Long Oregon Legislative Session in Final Two Weeks
Posted by Pam Leavitt on June 17, 2025
With less than two weeks left in the 2025 long session, we’re in the thick of extended floor votes, marathon committee hearings, and last-minute negotiations. Some of the Legislature’s biggest responsibilities—like transportation funding and wildfire preparedness—are still unresolved. We are required to finish by Sunday, June 29th, however Capitol insiders are betting on “Sine Die” before the weekend starts.
Banker Bill Gets Hearing in House Revenue
The Oregon Bankers Association was able to get a final bill introduced in the past month that would impose a new tax credit for new banks and creates a corporate excise tax credit for each of the first three years that a bank does business in this state. The bill applies to banks that commence business in tax years beginning on or after January 1, 2026, and before January 1, 2032. There is no impact to credit unions, but the used the opportunity in the House Revenue Committee to bring up credit union competition.
The bill is essentially a three-year state tax exemption for de novo banks chartered in Oregon.
- Applies to any “de novo bank,” which is defined as an Oregon state-chartered bank that was first issued its charter and started doing business in OR in the current tax year or either of the two immediately preceding tax years. (So it would cover any bank started in ’23, ’24, or thereafter.)
- Creates a tax credit applied to the corporate excise tax.
- The amount of the credit is the amount of the tax that would otherwise be imposed on the bank (but not more than $1 million) in each of the first three years in which it is doing business in Oregon. Because the credit equals the amount of the tax, the bank winds up paying no tax, unless it elects to defer some or all of the credit to the following year. The credit can’t be deferred beyond the third year.
https://olis.oregonlegislature.gov/liz/2025R1/Measures/Overview/HB3975
The bill was introduced by three House Republicans all on the House Revenue Committee: Rep. Bobby Levy, Rep. Greg Smith and Rep. E. Werner Reschke.
Advocacy for Homeownership
We continue to work in the Capitol for funding for homeownership programs. We are part of the Homeownership Coalition which recently sent this letter, in which we signed onto, to support funding programs. The letter is linked but here is an excerpt:
Homeownership is the cornerstone to building household stability, generational wealth, and strong communities, yet it remains out of reach for far too many Oregon households. Members of the Unlocking Homeownership Coalition are working together to open the doors to homeownership to thousands of Oregonians, close the racial homeownership gap, and build a more equitable future for our state.
While we collectively celebrated the passage of HB 2698, establishing a statewide homeownership goal in statute, cuts like the ones suggested in the most recent version of HB 5011 will cause our state to lose further ground in homeownership rates, at the very time the legislature has prioritized making headway in this area. It should be noted that recent estimates from the U.S. Census Bureau indicate that our state’s homeownership rate has fallen even further and now stands at only 63.0%.
Please restore at least six months’ worth of funding ($10 to $15 million) for nonprofit-administered down payment assistance. The $30 million proposed in the Governor’s Recommended Budget under Policy Option Package 522 would have maintained the program’s reach from the current biennium.
https://docs.google.com/document/d/1kFwU2BfiovKX1-rpa-mBKVW6KLFJ-93198I6rH9IGlw/edit?usp=sharing
New House Member Sworn In
House Democrats announced that Dr. Sue Rieke Smith was sworn as the newest member of the Oregon House of Representatives. Dr. Sue Rieke Smith was selected by a joint meeting of the Washington, Clackamas, and Yamhill County Commissioners to serve House District 26 including Wilsonville, Sherwood, King City, and parts of Tigard, Bull Mountain and Parrett Mountain. Rep. Rieke Smith will bring to the legislature deep experience in education and health care. Early in her career, she worked as a trauma and public health nurse, helping people at some of the most difficult moments of their lives. From there, she led a successful middle school turnaround in Salem-Keizer as principal. In 2011, she was selected as the Oregon Middle School Principal of the Year. She went on to serve as Springfield’s superintendent prior to being selected as Tigard-Tualatin’s superintendent in 2018.
Posted in Advocacy on the Move, Oregon Advocacy.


*Task statement*. All lines from the one holding "Find the location" to the end of the listing are to be output exactly, both ends included, with any pictures left out.

:: Material to process ::

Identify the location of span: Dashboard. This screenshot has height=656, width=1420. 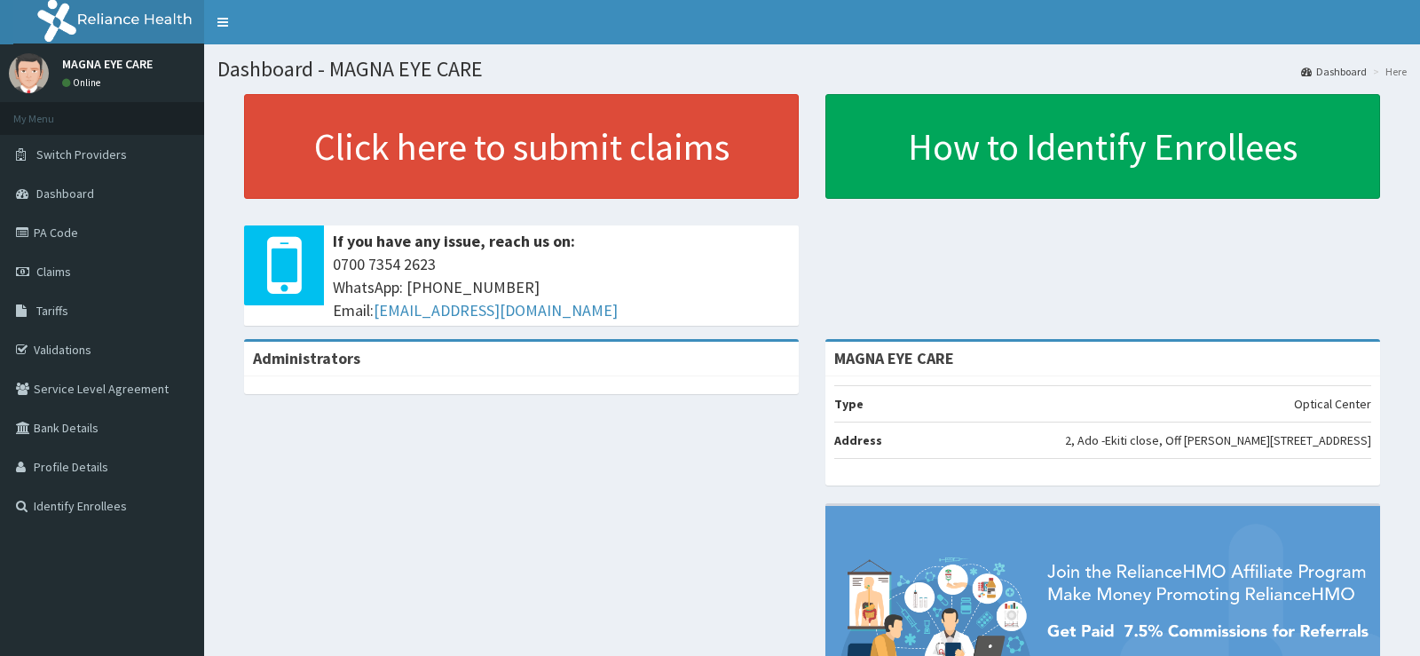
(65, 194).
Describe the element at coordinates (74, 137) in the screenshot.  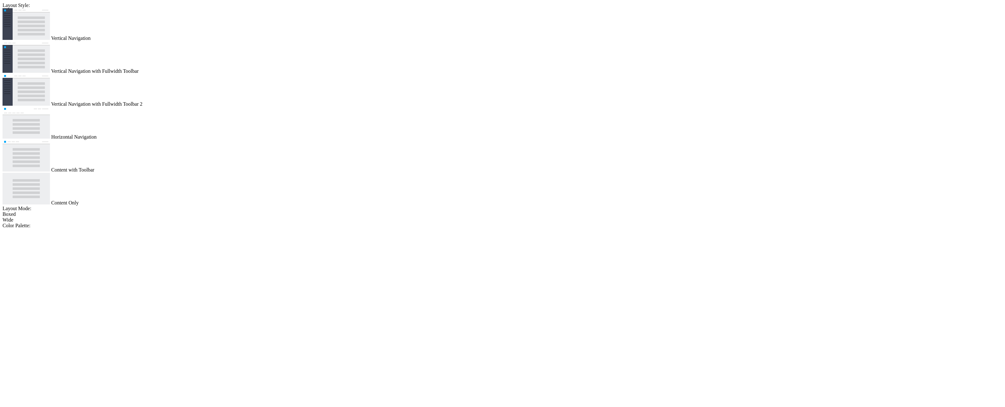
I see `span: Horizontal Navigation` at that location.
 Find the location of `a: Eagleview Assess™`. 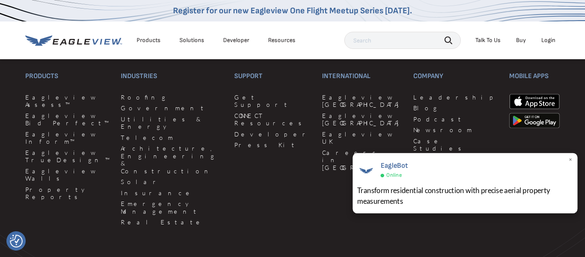

a: Eagleview Assess™ is located at coordinates (68, 101).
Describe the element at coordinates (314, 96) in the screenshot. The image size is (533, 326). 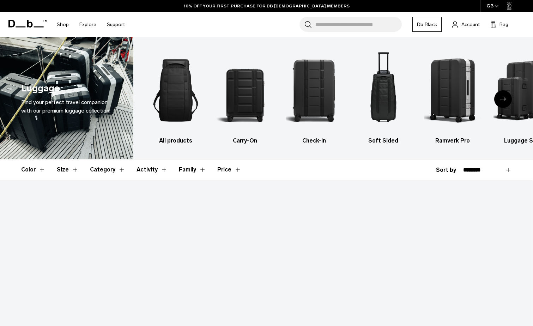
I see `a: Db Check-In` at that location.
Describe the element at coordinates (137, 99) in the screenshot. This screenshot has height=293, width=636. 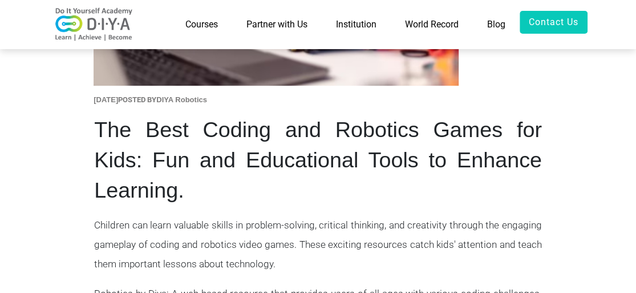
I see `strong: POSTED BY` at that location.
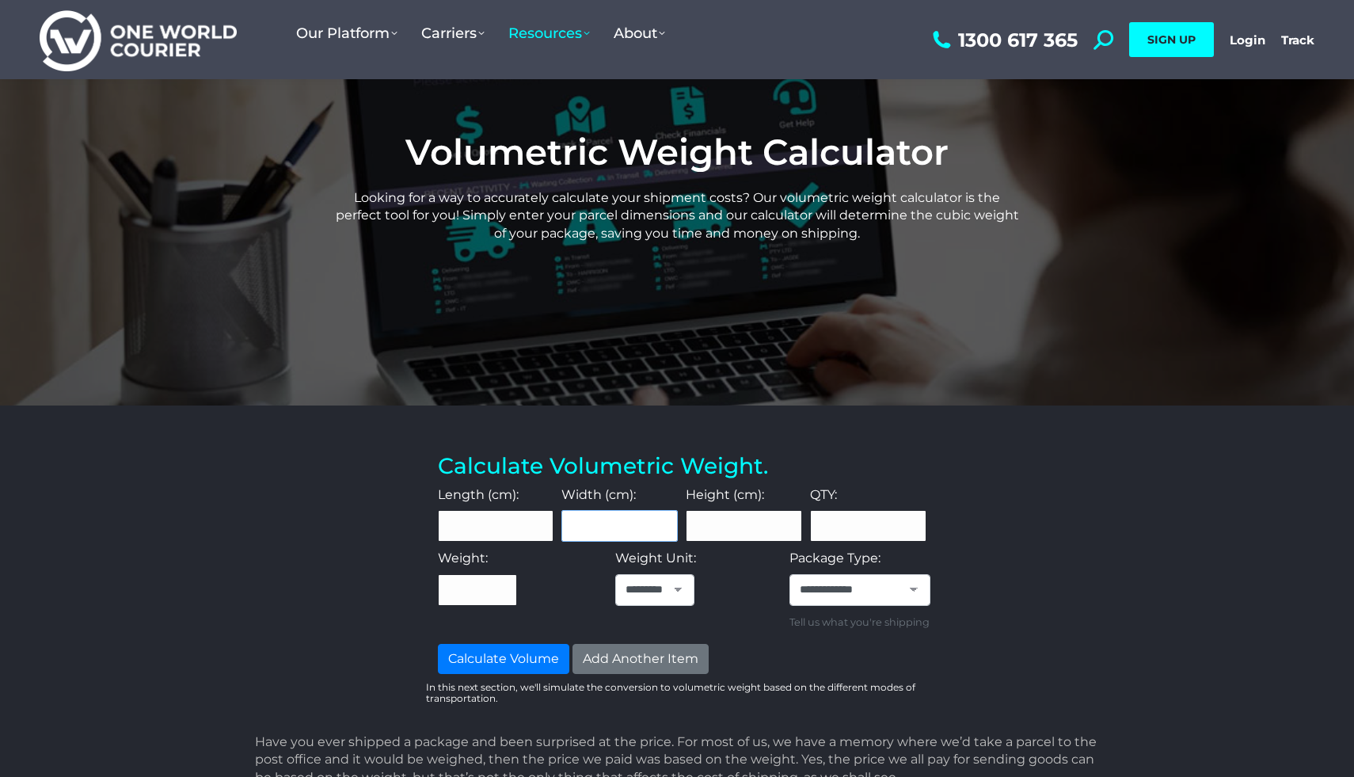 Image resolution: width=1354 pixels, height=777 pixels. What do you see at coordinates (138, 40) in the screenshot?
I see `img: One World Courier` at bounding box center [138, 40].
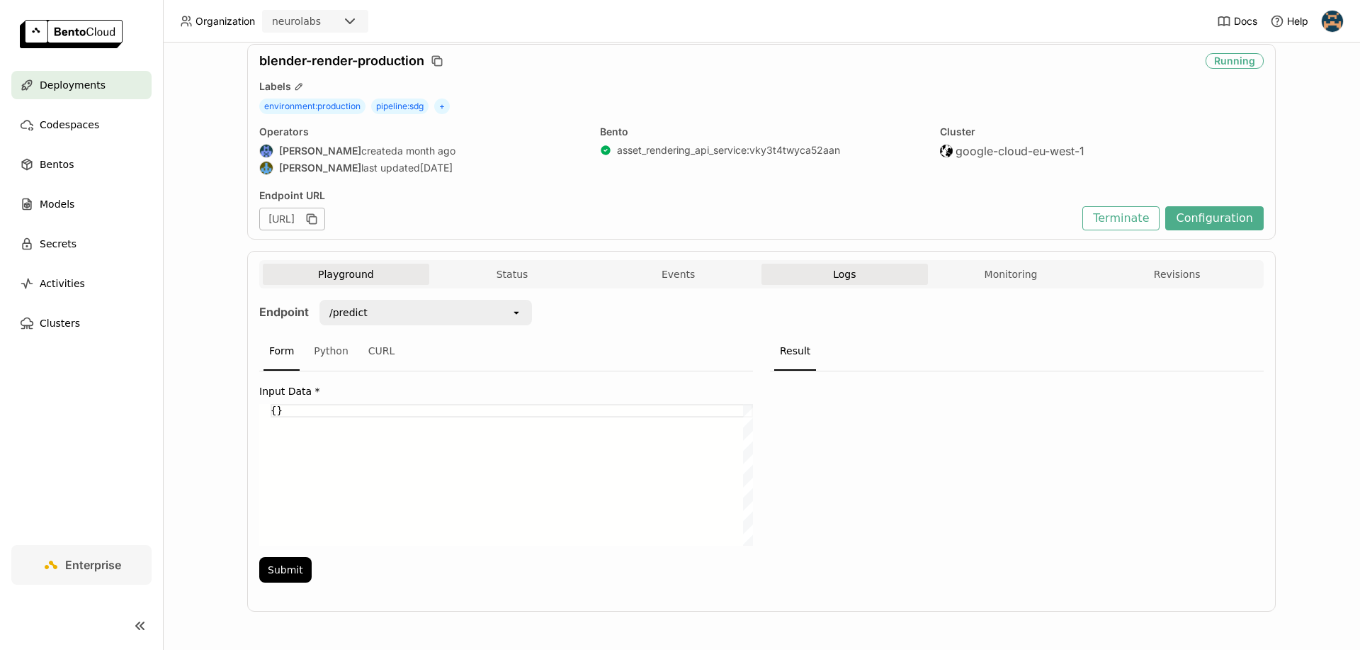 The height and width of the screenshot is (650, 1360). What do you see at coordinates (225, 21) in the screenshot?
I see `span: Organization` at bounding box center [225, 21].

:::

*Task output*.
 Find the location of `a: Eagleview Assess™`. 

a: Eagleview Assess™ is located at coordinates (68, 101).
Describe the element at coordinates (314, 96) in the screenshot. The image size is (533, 326). 
I see `a: Db Check-In` at that location.
Describe the element at coordinates (137, 99) in the screenshot. This screenshot has height=293, width=636. 
I see `strong: POSTED BY` at that location.
 Image resolution: width=1354 pixels, height=777 pixels. What do you see at coordinates (138, 40) in the screenshot?
I see `img: One World Courier` at bounding box center [138, 40].
 The height and width of the screenshot is (650, 1360). What do you see at coordinates (225, 21) in the screenshot?
I see `span: Organization` at bounding box center [225, 21].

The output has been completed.